I’ve anticipated this holiday for weeks, though  I wasnt sure I’d be able to get away.  I didnt pack my gear until just before leaving last night. I’ve been longing for a respite from the campaigns–Jan’s and Obama’s–and from my own compulsive clicking on  the news of world economic collapse.  I’ve found surcease only while working in the garden and on my upcoming talk on “God and Nature” for the Methodist Church in Morro Bay.

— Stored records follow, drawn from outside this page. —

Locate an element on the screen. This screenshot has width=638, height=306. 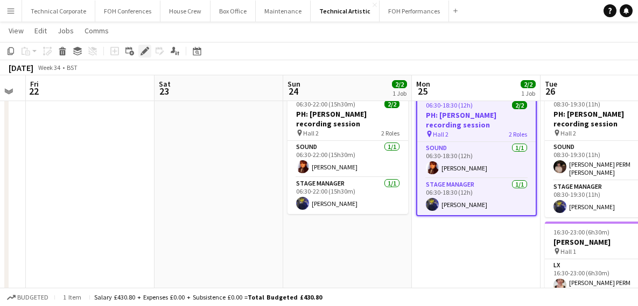
button: FOH Performances is located at coordinates (414, 11).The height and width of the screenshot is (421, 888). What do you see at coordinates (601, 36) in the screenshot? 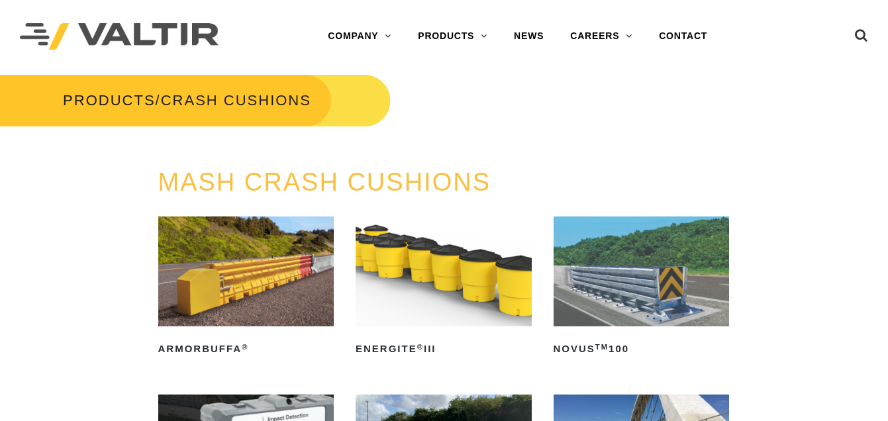
I see `a: CAREERS` at bounding box center [601, 36]. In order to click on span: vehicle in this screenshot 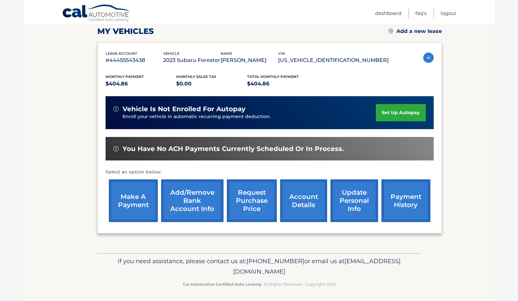, I will do `click(171, 54)`.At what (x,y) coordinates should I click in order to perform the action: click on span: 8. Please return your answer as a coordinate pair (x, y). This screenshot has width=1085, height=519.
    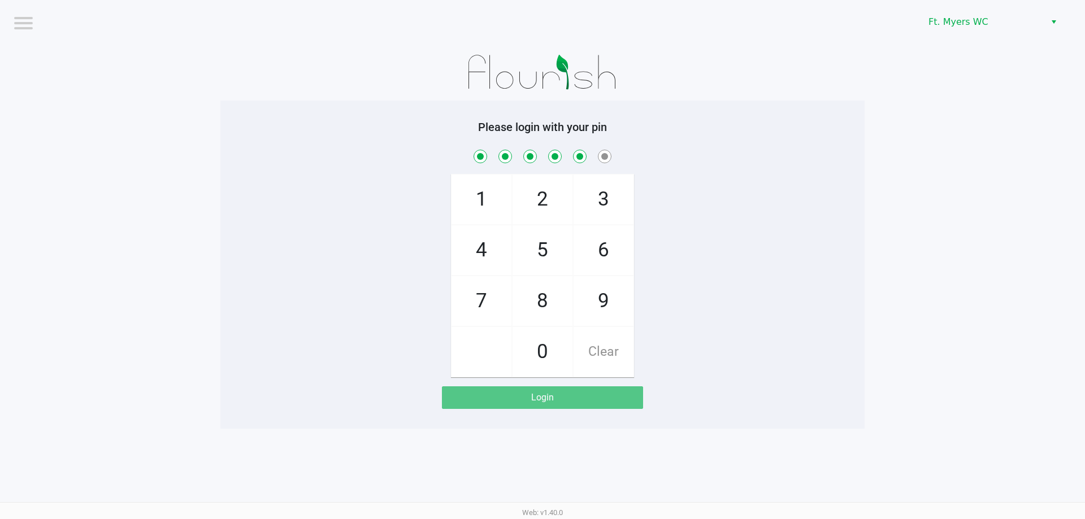
    Looking at the image, I should click on (543, 301). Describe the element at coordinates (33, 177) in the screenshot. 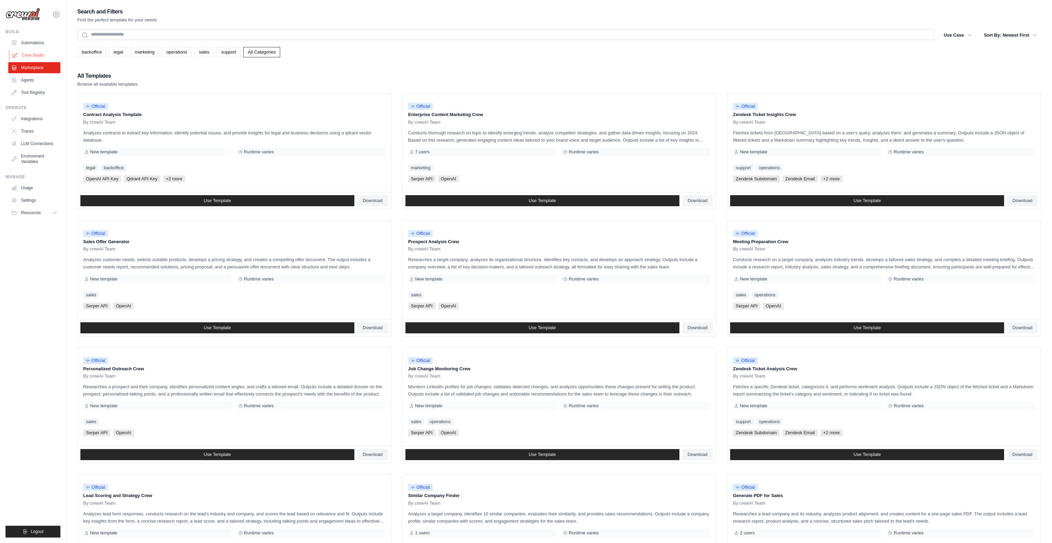

I see `div: Manage` at that location.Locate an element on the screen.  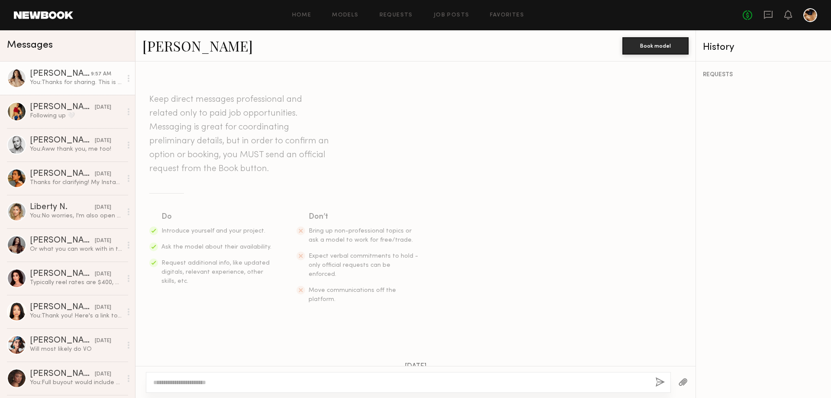
div: You: Thanks for sharing. This is a bit out of budget right now but ill keep you in mind for futur... is located at coordinates (76, 82).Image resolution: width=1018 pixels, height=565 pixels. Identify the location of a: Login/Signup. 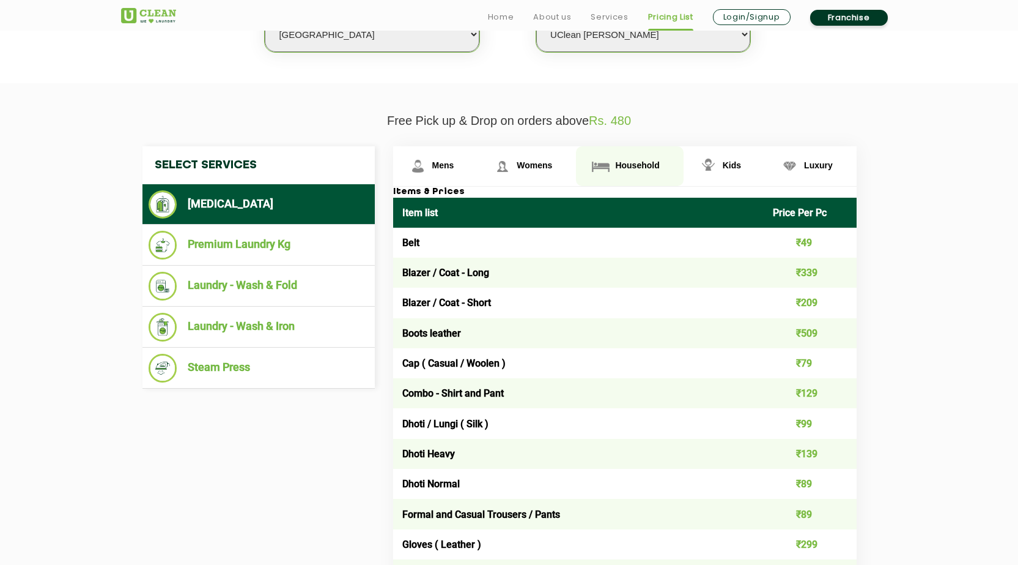
(752, 17).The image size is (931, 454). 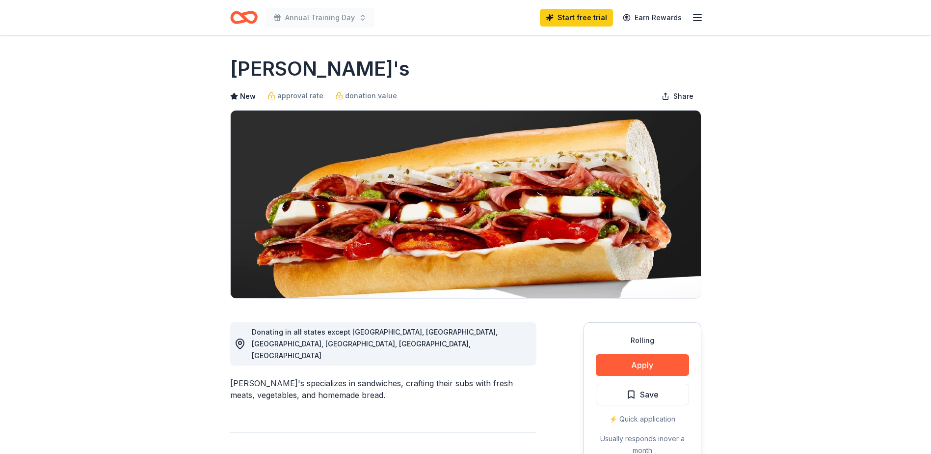 What do you see at coordinates (320, 18) in the screenshot?
I see `span: Annual Training Day` at bounding box center [320, 18].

After Dennis took Ian home last night, I pedaled across campus toward Poly Canyon.  Car, bike and pedestrian traffic bustled on the approaches to the new residential complex at its mouth.  The parking structure, swimming pool and athletic field lights cast a garish glow on the huge eucalypti and the mountainsides, but halfway up the canyon it was replaced by moonlight and the hooting of owls. Beyond the Peterson Ranch buildings, I crossed paths with two other bicyclists wearing headlamps as bright as an automobile’s.

I parked the bike by the dirt road near the junction of the south and middle forks of the creek at the base of Cuesta Ridge, a spot insulated from noise and open to a broad sky.  The cricket sounds were overtaken by the rising and falling roar of a crowd way back on campus, probably a soccer game.  By the time I’d finished unpacking and fiddling with my camera, the roar disappeared, and the chorus of crickets returned, now with its own throbbing pulse, like the sound of the stars. Through my binoculars I saw black shadows of mountains on the bright side of the half moon’s dividing line and white summits peeking through the dark side.  As I settled into my sleeping bag, a family of coyotes yodeled to one another across the valley.  Overhead, a shooting star stitched in and out of existence.

I awoke at 2:30. The moon had set and Orion stared down at me. I rested my camera on my shoe and took a fifteen second exposure with manual focus at 1600 ISO.